I'm not sure I follow. What does "transform into new situations" really mean?

> We can construct an infinite number of consistent mathematical realities but only by comparing their predictions to our reality can we resolve which reality is our own.

If this is really what he meant, I appreciate the correction. If it would have been clear from the text, I would have proceeded with pointing out with pointing out the dodgy assumptions that underly the finetuning problem, but that would be even more like arguing against a deist/theist.

1 comments

>I'm not sure I follow. What does "transform into new situations" really mean?

Emergence as a side-effect.

>If this is really what he meant, I appreciate the correction. If it would have been clear from the text, I would have proceeded with pointing out with pointing out the dodgy assumptions that underly the finetuning problem, but that would be even more like arguing against a deist/theist.

Yes, I am probably putting words in the author's mouth. He goes on a bit about computer simulations and how the Mandelbrot always "existed" because it is a mathematical consequence. In his view it seems different simulations are different universes and our universe is particularly amazing because it has evolved minds (computational constructs) that can distinguish different realities.
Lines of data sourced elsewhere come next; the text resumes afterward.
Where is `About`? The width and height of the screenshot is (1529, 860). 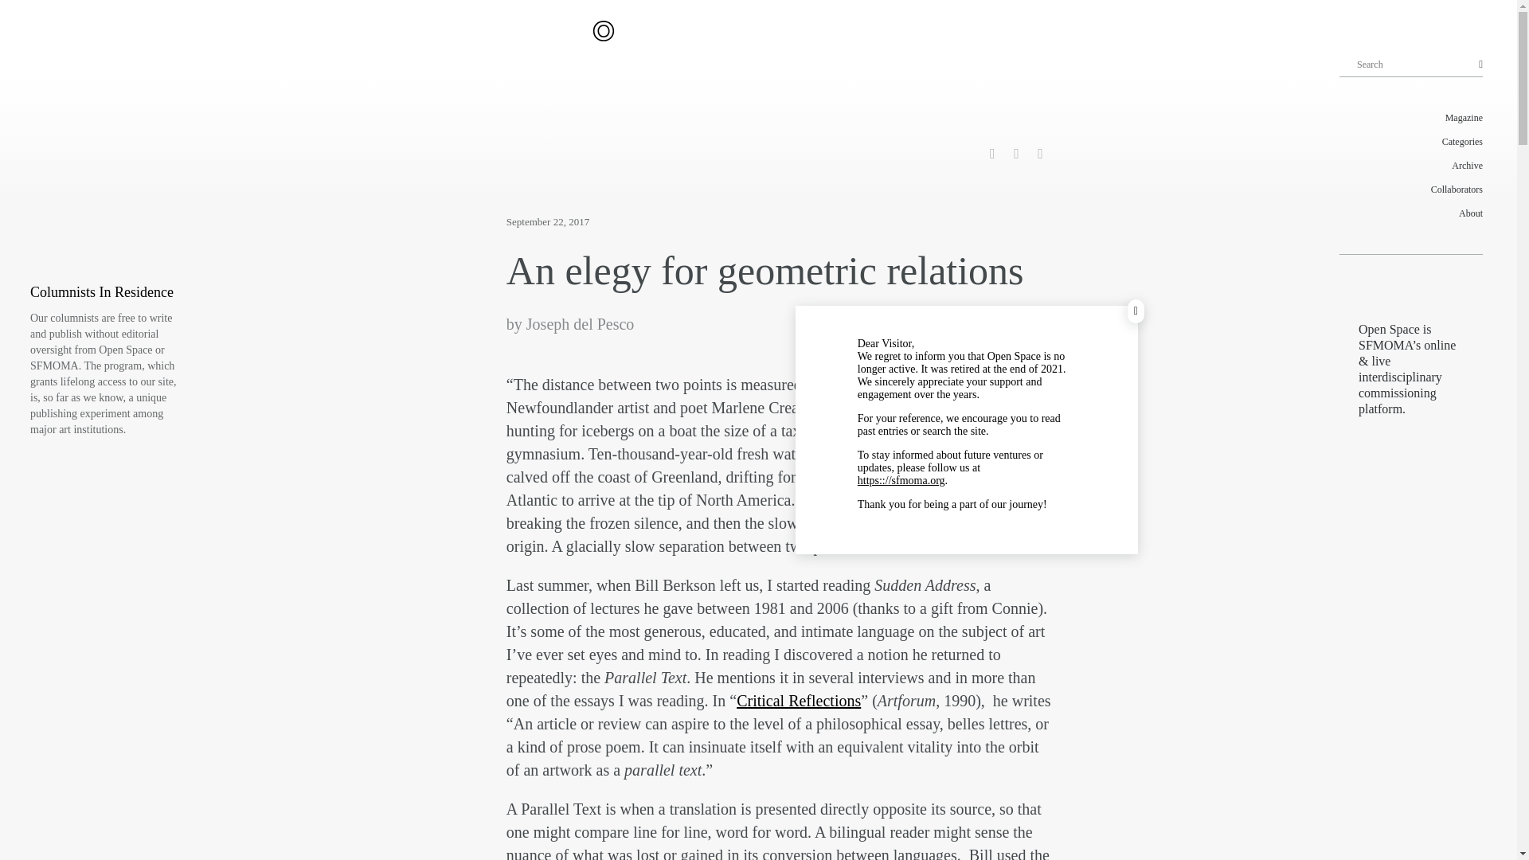
About is located at coordinates (1411, 213).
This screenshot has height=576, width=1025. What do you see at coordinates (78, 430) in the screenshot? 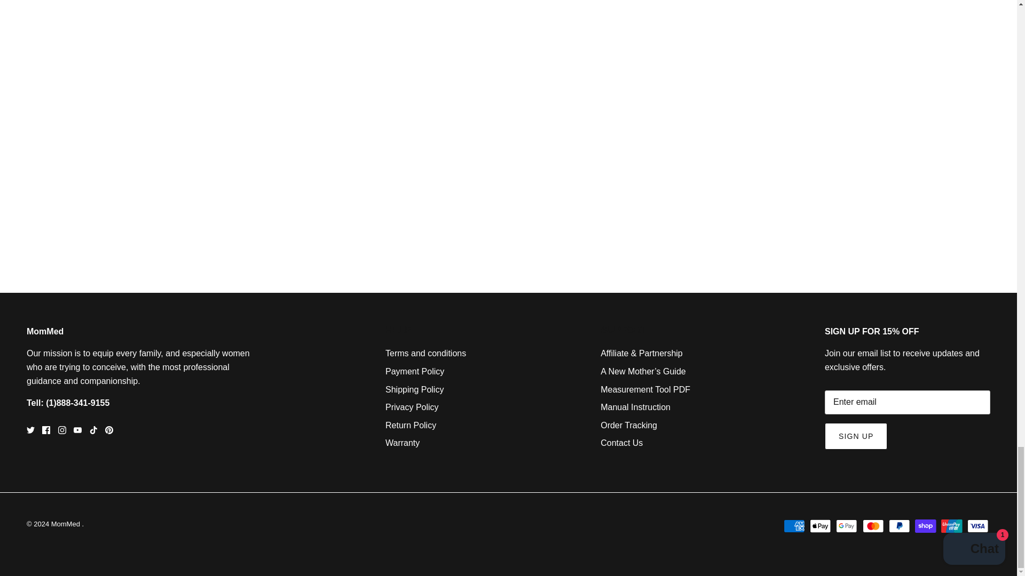
I see `Youtube` at bounding box center [78, 430].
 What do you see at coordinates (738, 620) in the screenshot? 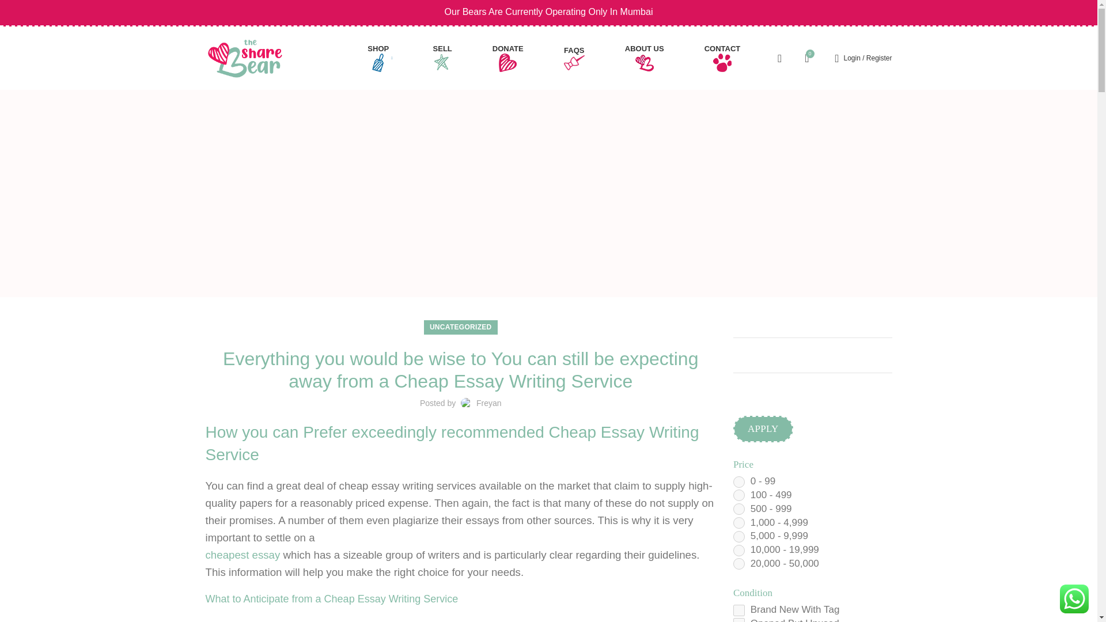
I see `opened-but-unused` at bounding box center [738, 620].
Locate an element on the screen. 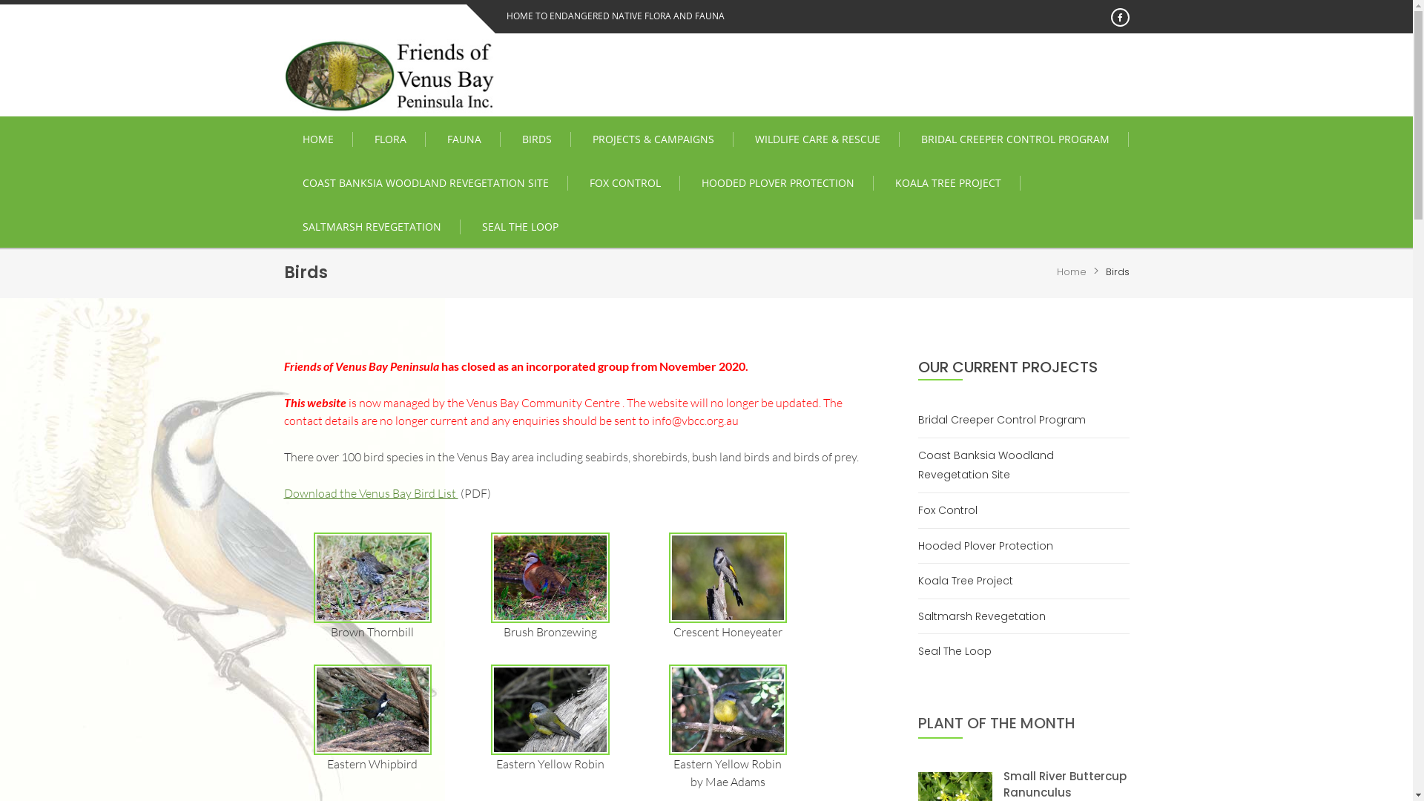 This screenshot has width=1424, height=801. WILDLIFE CARE & RESCUE is located at coordinates (817, 139).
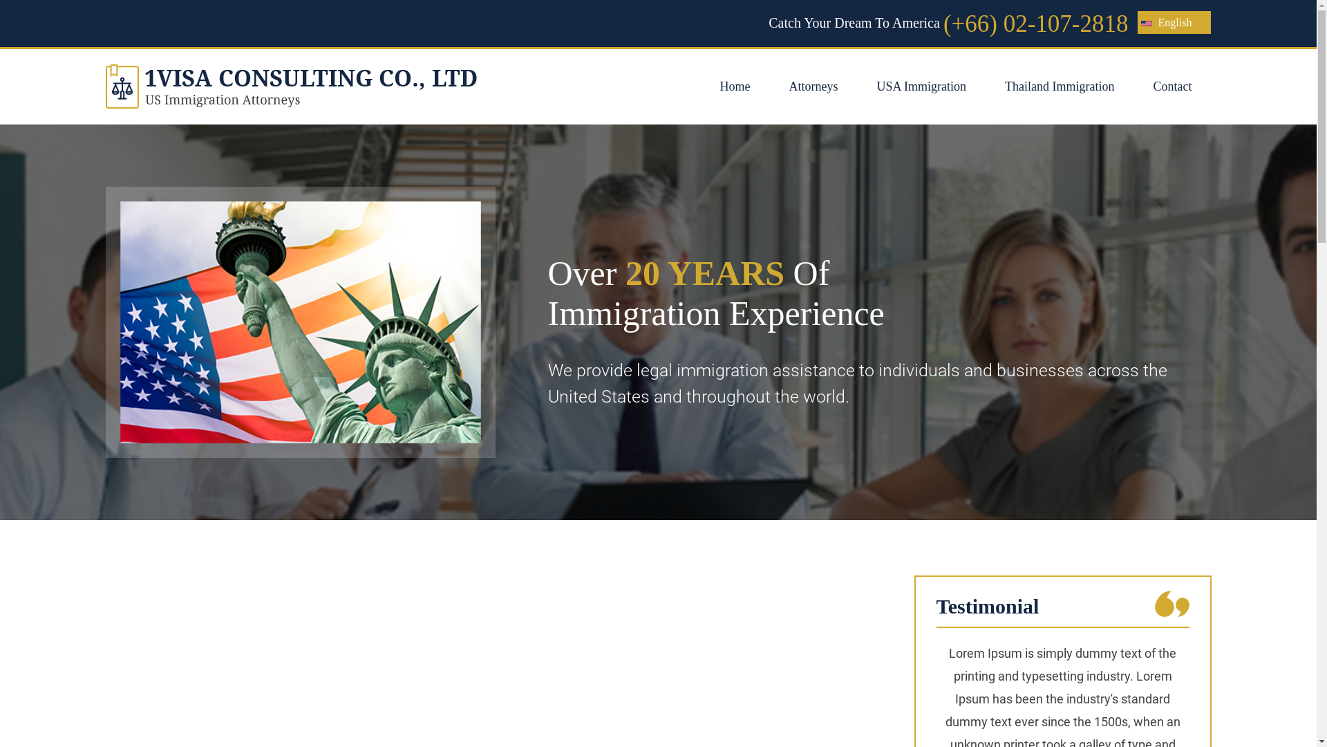 The width and height of the screenshot is (1327, 747). What do you see at coordinates (1060, 87) in the screenshot?
I see `Thailand Immigration` at bounding box center [1060, 87].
Pair that with the idea that mathematics is a choice based on preconditions and you arrive at my statement.

Talking about "side effects", "transformation" or "emergence" seems to assign properties to mathematics that I can't really wrap my head around. I thought that all we could be certain of when it comes to math is that it is a self-consistent set of axioms and rules. A set, of infinite size or not, that would be static and fixed.
A set is fixed but you have an infinite number of sets. We could imagine a (infinitely large) set that contains all primes. But how was that set constructed? To construct such a set an iterative process has to be continuously applied to the prior set. I consider this akin to emergence because physical processes act much the same way and result in novel configurations (sets).